On some level, relying on worker mode overhead feels fragile. If
worker overhead decreases—say, by moving to IO worker threads—we won't
be able to rely on this to keep the distance to an advantageous level.

If io_uring async copying is advantageous even when the consumer never
needs to wait, then it seems like parallelizing copying to/from the
kernel buffer cache will always be advantageous to do at some level.
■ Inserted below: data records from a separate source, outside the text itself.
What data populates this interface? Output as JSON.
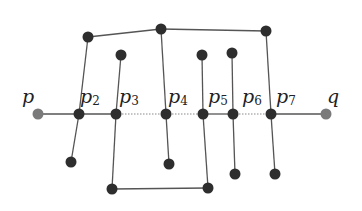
{
  "diagram": {
    "colors": {
      "node": "#2e2e2e",
      "endpoint": "#7a7a7a",
      "edge": "#555555",
      "dotted": "#8a8a8a"
    },
    "labels": [
      {
        "id": "p",
        "base": "p",
        "sub": "",
        "x": 22,
        "y": 103
      },
      {
        "id": "p2",
        "base": "p",
        "sub": "2",
        "x": 80,
        "y": 103
      },
      {
        "id": "p3",
        "base": "p",
        "sub": "3",
        "x": 119,
        "y": 103
      },
      {
        "id": "p4",
        "base": "p",
        "sub": "4",
        "x": 168,
        "y": 103
      },
      {
        "id": "p5",
        "base": "p",
        "sub": "5",
        "x": 208,
        "y": 103
      },
      {
        "id": "p6",
        "base": "p",
        "sub": "6",
        "x": 242,
        "y": 103
      },
      {
        "id": "p7",
        "base": "p",
        "sub": "7",
        "x": 276,
        "y": 103
      },
      {
        "id": "q",
        "base": "q",
        "sub": "",
        "x": 327,
        "y": 103
      }
    ],
    "path_nodes": [
      {
        "id": "p",
        "x": 38,
        "y": 114,
        "type": "endpoint"
      },
      {
        "id": "p2",
        "x": 79,
        "y": 114,
        "type": "node"
      },
      {
        "id": "p3",
        "x": 116,
        "y": 114,
        "type": "node"
      },
      {
        "id": "p4",
        "x": 166,
        "y": 114,
        "type": "node"
      },
      {
        "id": "p5",
        "x": 203,
        "y": 114,
        "type": "node"
      },
      {
        "id": "p6",
        "x": 233,
        "y": 114,
        "type": "node"
      },
      {
        "id": "p7",
        "x": 271,
        "y": 114,
        "type": "node"
      },
      {
        "id": "q",
        "x": 326,
        "y": 114,
        "type": "endpoint"
      }
    ],
    "path_segments": [
      {
        "from": "p",
        "to": "p2",
        "style": "solid"
      },
      {
        "from": "p2",
        "to": "p3",
        "style": "solid"
      },
      {
        "from": "p3",
        "to": "p4",
        "style": "dotted"
      },
      {
        "from": "p4",
        "to": "p5",
        "style": "dotted"
      },
      {
        "from": "p5",
        "to": "p6",
        "style": "solid"
      },
      {
        "from": "p6",
        "to": "p7",
        "style": "dotted"
      },
      {
        "from": "p7",
        "to": "q",
        "style": "solid"
      }
    ],
    "other_nodes": [
      {
        "id": "a",
        "x": 88,
        "y": 37
      },
      {
        "id": "b",
        "x": 161,
        "y": 29
      },
      {
        "id": "c",
        "x": 266,
        "y": 31
      },
      {
        "id": "d",
        "x": 121,
        "y": 55
      },
      {
        "id": "e",
        "x": 202,
        "y": 55
      },
      {
        "id": "f",
        "x": 232,
        "y": 53
      },
      {
        "id": "g",
        "x": 71,
        "y": 162
      },
      {
        "id": "h",
        "x": 169,
        "y": 164
      },
      {
        "id": "i",
        "x": 112,
        "y": 189
      },
      {
        "id": "j",
        "x": 208,
        "y": 188
      },
      {
        "id": "k",
        "x": 235,
        "y": 174
      },
      {
        "id": "l",
        "x": 275,
        "y": 174
      }
    ],
    "edges": [
      {
        "from": "a",
        "to": "p2"
      },
      {
        "from": "p2",
        "to": "g"
      },
      {
        "from": "a",
        "to": "b"
      },
      {
        "from": "b",
        "to": "c"
      },
      {
        "from": "b",
        "to": "p4"
      },
      {
        "from": "p4",
        "to": "h"
      },
      {
        "from": "c",
        "to": "p7"
      },
      {
        "from": "p7",
        "to": "l"
      },
      {
        "from": "d",
        "to": "p3"
      },
      {
        "from": "p3",
        "to": "i"
      },
      {
        "from": "i",
        "to": "j"
      },
      {
        "from": "j",
        "to": "p5"
      },
      {
        "from": "p5",
        "to": "e"
      },
      {
        "from": "f",
        "to": "p6"
      },
      {
        "from": "p6",
        "to": "k"
      }
    ]
  }
}
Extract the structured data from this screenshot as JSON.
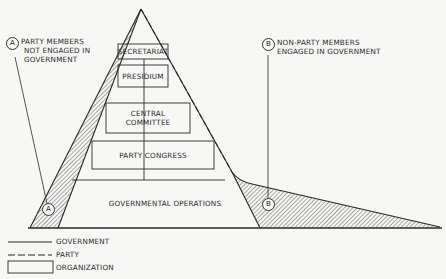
{
  "diagram": {
    "title": "",
    "annotations": {
      "a": {
        "marker": "A",
        "label_lines": [
          "PARTY MEMBERS",
          "NOT ENGAGED IN",
          "GOVERNMENT"
        ]
      },
      "b": {
        "marker": "B",
        "label_lines": [
          "NON-PARTY MEMBERS",
          "ENGAGED IN GOVERNMENT"
        ]
      }
    },
    "organizations": [
      {
        "id": "secretariat",
        "lines": [
          "SECRETARIAT"
        ]
      },
      {
        "id": "presidium",
        "lines": [
          "PRESIDIUM"
        ]
      },
      {
        "id": "central-committee",
        "lines": [
          "CENTRAL",
          "COMMITTEE"
        ]
      },
      {
        "id": "party-congress",
        "lines": [
          "PARTY CONGRESS"
        ]
      }
    ],
    "base_region": {
      "label": "GOVERNMENTAL OPERATIONS"
    },
    "legend": [
      {
        "line_style": "solid",
        "label": "GOVERNMENT"
      },
      {
        "line_style": "dashed",
        "label": "PARTY"
      },
      {
        "line_style": "box",
        "label": "ORGANIZATION"
      }
    ],
    "colors": {
      "background": "#f7f7f5",
      "ink": "#2a2a2a"
    }
  }
}
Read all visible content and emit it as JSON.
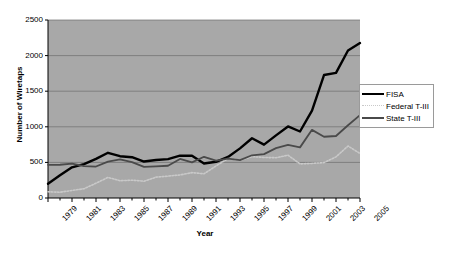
{
  "chart_data": {
    "type": "line",
    "title": "",
    "xlabel": "Year",
    "ylabel": "Number of Wiretaps",
    "xlim": [
      1979,
      2005
    ],
    "ylim": [
      0,
      2500
    ],
    "ytick_interval": 500,
    "yticks": [
      0,
      500,
      1000,
      1500,
      2000,
      2500
    ],
    "xticks": [
      1979,
      1981,
      1983,
      1985,
      1987,
      1989,
      1991,
      1993,
      1995,
      1997,
      1999,
      2001,
      2003,
      2005
    ],
    "x": [
      1979,
      1980,
      1981,
      1982,
      1983,
      1984,
      1985,
      1986,
      1987,
      1988,
      1989,
      1990,
      1991,
      1992,
      1993,
      1994,
      1995,
      1996,
      1997,
      1998,
      1999,
      2000,
      2001,
      2002,
      2003,
      2004,
      2005
    ],
    "grid": "horizontal",
    "legend_position": "right",
    "plot_background": "#a8a8a8",
    "gridline_color": "#6f6f6f",
    "series": [
      {
        "name": "FISA",
        "color": "#000000",
        "style": "solid-thick",
        "values": [
          199,
          319,
          431,
          475,
          549,
          635,
          587,
          573,
          512,
          534,
          546,
          595,
          593,
          484,
          509,
          576,
          697,
          839,
          749,
          880,
          1005,
          934,
          1228,
          1727,
          1758,
          2072,
          2176
        ]
      },
      {
        "name": "Federal T-III",
        "color": "#c9c9c9",
        "style": "dotted",
        "values": [
          87,
          81,
          106,
          130,
          208,
          289,
          243,
          250,
          236,
          293,
          307,
          324,
          356,
          340,
          450,
          554,
          532,
          581,
          569,
          566,
          601,
          479,
          486,
          497,
          578,
          730,
          625
        ]
      },
      {
        "name": "State T-III",
        "color": "#4a4a4a",
        "style": "solid-medium",
        "values": [
          466,
          467,
          483,
          448,
          442,
          512,
          541,
          504,
          437,
          445,
          453,
          548,
          500,
          579,
          526,
          554,
          533,
          600,
          617,
          700,
          746,
          711,
          957,
          860,
          871,
          1022,
          1164
        ]
      }
    ]
  },
  "legend": {
    "items": [
      {
        "label": "FISA"
      },
      {
        "label": "Federal T-III"
      },
      {
        "label": "State T-III"
      }
    ]
  }
}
The case where it is not (as you've stated before) is when the
consumer doesn't need the extra blocks, so it is just wasted time
spent acquiring them.

So, it feels odd to try and find a heuristic that allows the readahead
distance to increase even when the consumer is not having to wait. I'm
not saying we should do this for this release, but I'm just wondering
if in the medium term, we should try to find a better way to identify
the situation where async processing is not beneficial because the
blocks won't be needed.

> So 0005 expands the io_uring heuristic to also trigger based on the sizes
> of IOs - but that's decidedly not perfect, we e.g. have some experiments
> showing it regressing some parallel bitmap heap scan cases. It may be
> better to somehow tweak the logic to only trigger for worker.
>
> As is this has another issue, which is that it prevents IO combining in
> situations where it shouldn't, because right now using the distance to
> control both. See 0008 for an attempt at splitting those concerns.

Yea, I think running ahead far enough to get bigger IOs needs to
happen and can't be based on the consumer having to wait.